Republican lawmakers are threatening Tennessee health officials with defunding their department if they don’t curtail what they see as marketing the COVID vaccine to children. The saber-rattling arises from a state memo explaining how teenagers could legally be vaccinated without parental consent.
This letter, sent to vaccine providers in May, states that under legal precedent, children 14 and up are usually considered mature enough to make medical decisions for themselves, if necessary. But Republican officials already skeptical of the COVID vaccine saw it as the state trying to go behind the back of parents.
Dr. Lisa Piercey, the state’s health commissioner, was grilled this week at the state capitol, and Republican legislators had more points to make than questions to ask. Rep. Iris Rudder, R-Winchester, held up a social media ad featuring a teenager, smiling with a bandage on her arm.
“It’s not your business to target children. It’s your business to inform the parent that their child is eligible for the vaccination,” she told Piercey. “So I would encourage you before our next meeting to get things like this off your website.”
Moreover, lawmakers have been collecting anecdotes from anti-vaccine constituents who say their kids are getting pressured at school. Sen. Kerry Roberts of Springfield believes it’s inappropriate, if not illegal.
“A football coach or a band director or a drama teacher or whoever it is, ought not be to be telling kids, ‘Hey, just come and get done so you don’t have to sit out,’ ” he said at Wednesday’s hearing. “We’re getting to the point we’re getting proactive, we’re meddling.”
Not ‘whispering to kids’
The Republicans who are raising objections note that ample vaccine is now available, and still less than half of Tennesseans have been vaccinated. They conclude that not being vaccinated is now a choice for most of them.
Piercey says her department has not encouraged teachers to pressure students into vaccination.
Her department could only find eight instances in which minors have been vaccinated without a parent. Piercey says five of them were already at a local health department for other services and were offered the shot as a convenience. “The other three were my own children, who I sent unaccompanied to get their second dose because they’re 16 and their mom works,” she said.”
Piercey says she thinks kids should get the shot since studies have shown them to be safe in children. But she adds that parents should be in the loop in almost every case. The rule allowing minors to be vaccinated without consent, she says, is mostly about reaching young people who have undocumented parents who don’t want to interact with the government or parents who are absent, perhaps struggling with a drug addiction.
“If you will allow me to speak somewhat frankly,” she told the Government Operations Committee, “I think there’s a sense that we are hiding in dark alleys and whispering to kids, ‘Hey, come get vaccinated.’ We’re not. We’re not doing that. We’re not encouraging that.”
Still, Republican lawmakers have called Piercey back for another hearing in July, in which they plan to discuss dissolving the department if it doesn’t tone down the pitch for kids to get vaccinated.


*ASSIGNED TASK*
Word for word, repeat all of the entries.

---+---

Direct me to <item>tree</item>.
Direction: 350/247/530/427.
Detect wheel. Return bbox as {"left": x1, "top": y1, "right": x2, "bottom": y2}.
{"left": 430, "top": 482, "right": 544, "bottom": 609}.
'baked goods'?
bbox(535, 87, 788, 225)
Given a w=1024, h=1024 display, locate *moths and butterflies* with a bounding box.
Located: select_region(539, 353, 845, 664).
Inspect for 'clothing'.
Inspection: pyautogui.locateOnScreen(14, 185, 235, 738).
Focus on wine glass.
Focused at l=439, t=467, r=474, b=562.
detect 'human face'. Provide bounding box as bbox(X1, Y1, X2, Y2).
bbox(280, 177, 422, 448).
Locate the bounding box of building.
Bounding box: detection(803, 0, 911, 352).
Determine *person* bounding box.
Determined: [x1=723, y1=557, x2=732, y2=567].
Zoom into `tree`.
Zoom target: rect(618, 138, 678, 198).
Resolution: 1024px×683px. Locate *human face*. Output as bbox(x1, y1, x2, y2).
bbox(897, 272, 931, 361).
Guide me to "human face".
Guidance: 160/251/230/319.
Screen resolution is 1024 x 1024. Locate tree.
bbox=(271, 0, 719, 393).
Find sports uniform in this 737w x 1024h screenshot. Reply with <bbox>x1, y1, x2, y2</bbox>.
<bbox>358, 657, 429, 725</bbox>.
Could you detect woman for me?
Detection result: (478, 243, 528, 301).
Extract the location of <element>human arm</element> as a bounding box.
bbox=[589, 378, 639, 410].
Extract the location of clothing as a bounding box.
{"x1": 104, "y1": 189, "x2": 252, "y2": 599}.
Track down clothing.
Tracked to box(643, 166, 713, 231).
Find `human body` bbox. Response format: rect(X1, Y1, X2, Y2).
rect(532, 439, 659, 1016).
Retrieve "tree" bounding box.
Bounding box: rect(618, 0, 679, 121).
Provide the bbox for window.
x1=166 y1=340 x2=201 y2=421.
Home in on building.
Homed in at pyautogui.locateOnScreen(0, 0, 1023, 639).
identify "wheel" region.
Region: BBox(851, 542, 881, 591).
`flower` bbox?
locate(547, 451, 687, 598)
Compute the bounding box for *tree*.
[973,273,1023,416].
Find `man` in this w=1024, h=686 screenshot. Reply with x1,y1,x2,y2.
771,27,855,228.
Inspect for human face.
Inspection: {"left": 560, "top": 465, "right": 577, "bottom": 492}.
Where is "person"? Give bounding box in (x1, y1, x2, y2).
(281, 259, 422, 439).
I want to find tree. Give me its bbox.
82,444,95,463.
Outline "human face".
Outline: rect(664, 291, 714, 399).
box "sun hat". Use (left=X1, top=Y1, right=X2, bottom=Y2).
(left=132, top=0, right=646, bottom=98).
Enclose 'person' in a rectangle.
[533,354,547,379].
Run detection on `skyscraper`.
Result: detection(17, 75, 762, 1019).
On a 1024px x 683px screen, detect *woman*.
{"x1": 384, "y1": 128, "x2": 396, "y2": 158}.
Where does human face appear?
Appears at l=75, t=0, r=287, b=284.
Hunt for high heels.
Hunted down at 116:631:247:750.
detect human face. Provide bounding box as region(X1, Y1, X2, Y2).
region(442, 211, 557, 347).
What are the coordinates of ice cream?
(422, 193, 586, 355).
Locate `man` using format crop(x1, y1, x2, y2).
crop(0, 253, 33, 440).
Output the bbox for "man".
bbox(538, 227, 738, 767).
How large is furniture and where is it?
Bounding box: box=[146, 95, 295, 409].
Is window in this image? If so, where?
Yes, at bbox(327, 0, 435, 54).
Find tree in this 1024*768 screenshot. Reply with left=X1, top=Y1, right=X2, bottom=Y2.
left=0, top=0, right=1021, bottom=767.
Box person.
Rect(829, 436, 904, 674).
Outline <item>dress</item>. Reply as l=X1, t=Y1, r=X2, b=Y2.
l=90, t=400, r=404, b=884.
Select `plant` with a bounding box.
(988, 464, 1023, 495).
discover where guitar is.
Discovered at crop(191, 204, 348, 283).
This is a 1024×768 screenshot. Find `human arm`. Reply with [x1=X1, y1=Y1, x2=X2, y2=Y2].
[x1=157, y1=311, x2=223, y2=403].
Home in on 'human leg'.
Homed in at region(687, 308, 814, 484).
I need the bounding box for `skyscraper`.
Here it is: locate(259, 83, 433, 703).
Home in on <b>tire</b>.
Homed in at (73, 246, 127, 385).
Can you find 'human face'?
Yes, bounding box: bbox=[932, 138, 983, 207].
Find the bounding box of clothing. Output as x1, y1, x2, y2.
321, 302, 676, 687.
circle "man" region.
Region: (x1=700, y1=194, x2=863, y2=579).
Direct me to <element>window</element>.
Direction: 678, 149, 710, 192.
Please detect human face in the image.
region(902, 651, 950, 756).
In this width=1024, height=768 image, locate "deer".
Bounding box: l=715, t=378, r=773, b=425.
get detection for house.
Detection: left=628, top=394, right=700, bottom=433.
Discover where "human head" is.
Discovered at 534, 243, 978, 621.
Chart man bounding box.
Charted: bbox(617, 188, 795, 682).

---+---

*OUTPUT BELOW*
Direct me to <item>tree</item>.
Direction: 350/247/530/427.
Detect wheel. Return bbox as {"left": x1, "top": y1, "right": x2, "bottom": y2}.
{"left": 430, "top": 482, "right": 544, "bottom": 609}.
'baked goods'?
bbox(535, 87, 788, 225)
Given a w=1024, h=1024 display, locate *moths and butterflies* with a bounding box.
Located: select_region(539, 353, 845, 664).
Inspect for 'clothing'.
Inspection: pyautogui.locateOnScreen(14, 185, 235, 738).
Focus on wine glass.
Focused at l=439, t=467, r=474, b=562.
detect 'human face'. Provide bounding box as bbox(X1, Y1, X2, Y2).
bbox(280, 177, 422, 448).
Locate the bounding box of building.
Bounding box: detection(803, 0, 911, 352).
Determine *person* bounding box.
Determined: [x1=723, y1=557, x2=732, y2=567].
Zoom into `tree`.
Zoom target: rect(618, 138, 678, 198).
Resolution: 1024px×683px. Locate *human face*. Output as bbox(x1, y1, x2, y2).
bbox(897, 272, 931, 361).
Guide me to "human face".
Guidance: 160/251/230/319.
Screen resolution is 1024 x 1024. Locate tree.
bbox=(271, 0, 719, 393).
Find sports uniform in this 737w x 1024h screenshot. Reply with <bbox>x1, y1, x2, y2</bbox>.
<bbox>358, 657, 429, 725</bbox>.
Could you detect woman for me?
Detection result: (478, 243, 528, 301).
Extract the location of <element>human arm</element> as a bounding box.
bbox=[589, 378, 639, 410].
Extract the location of clothing as a bounding box.
{"x1": 104, "y1": 189, "x2": 252, "y2": 599}.
Track down clothing.
Tracked to box(643, 166, 713, 231).
Find `human body` bbox. Response format: rect(X1, Y1, X2, Y2).
rect(532, 439, 659, 1016).
Retrieve "tree" bounding box.
Bounding box: rect(618, 0, 679, 121).
Provide the bbox for window.
x1=166 y1=340 x2=201 y2=421.
Home in on building.
Homed in at pyautogui.locateOnScreen(0, 0, 1023, 639).
identify "wheel" region.
Region: BBox(851, 542, 881, 591).
`flower` bbox?
locate(547, 451, 687, 598)
Compute the bounding box for *tree*.
[973,273,1023,416].
Find `man` in this w=1024, h=686 screenshot. Reply with x1,y1,x2,y2.
771,27,855,228.
Inspect for human face.
Inspection: {"left": 560, "top": 465, "right": 577, "bottom": 492}.
Where is "person"? Give bounding box in (x1, y1, x2, y2).
(281, 259, 422, 439).
I want to find tree. Give me its bbox.
82,444,95,463.
Outline "human face".
Outline: rect(664, 291, 714, 399).
box "sun hat". Use (left=X1, top=Y1, right=X2, bottom=Y2).
(left=132, top=0, right=646, bottom=98).
Enclose 'person' in a rectangle.
[533,354,547,379].
Run detection on `skyscraper`.
Result: detection(17, 75, 762, 1019).
On a 1024px x 683px screen, detect *woman*.
{"x1": 384, "y1": 128, "x2": 396, "y2": 158}.
Where does human face appear?
Appears at l=75, t=0, r=287, b=284.
Hunt for high heels.
Hunted down at 116:631:247:750.
detect human face. Provide bounding box as region(X1, Y1, X2, Y2).
region(442, 211, 557, 347).
What are the coordinates of ice cream?
(422, 193, 586, 355).
Locate `man` using format crop(x1, y1, x2, y2).
crop(0, 253, 33, 440).
Output the bbox for "man".
bbox(538, 227, 738, 767).
How large is furniture and where is it?
Bounding box: box=[146, 95, 295, 409].
Is window in this image? If so, where?
Yes, at bbox(327, 0, 435, 54).
Find tree in this 1024*768 screenshot. Reply with left=X1, top=Y1, right=X2, bottom=Y2.
left=0, top=0, right=1021, bottom=767.
Box person.
Rect(829, 436, 904, 674).
Outline <item>dress</item>. Reply as l=X1, t=Y1, r=X2, b=Y2.
l=90, t=400, r=404, b=884.
Select `plant` with a bounding box.
(988, 464, 1023, 495).
discover where guitar is.
Discovered at crop(191, 204, 348, 283).
This is a 1024×768 screenshot. Find `human arm`. Reply with [x1=X1, y1=Y1, x2=X2, y2=Y2].
[x1=157, y1=311, x2=223, y2=403].
Home in on 'human leg'.
Homed in at region(687, 308, 814, 484).
I need the bounding box for `skyscraper`.
Here it is: locate(259, 83, 433, 703).
Home in on <b>tire</b>.
Homed in at (73, 246, 127, 385).
Can you find 'human face'?
Yes, bounding box: bbox=[932, 138, 983, 207].
Find the bounding box of clothing. Output as x1, y1, x2, y2.
321, 302, 676, 687.
circle "man" region.
Region: (x1=700, y1=194, x2=863, y2=579).
Direct me to <element>window</element>.
Direction: 678, 149, 710, 192.
Please detect human face in the image.
region(902, 651, 950, 756).
In this width=1024, height=768 image, locate "deer".
Bounding box: l=715, t=378, r=773, b=425.
get detection for house.
Detection: left=628, top=394, right=700, bottom=433.
Discover where "human head" is.
Discovered at 534, 243, 978, 621.
Chart man bounding box.
Charted: bbox(617, 188, 795, 682).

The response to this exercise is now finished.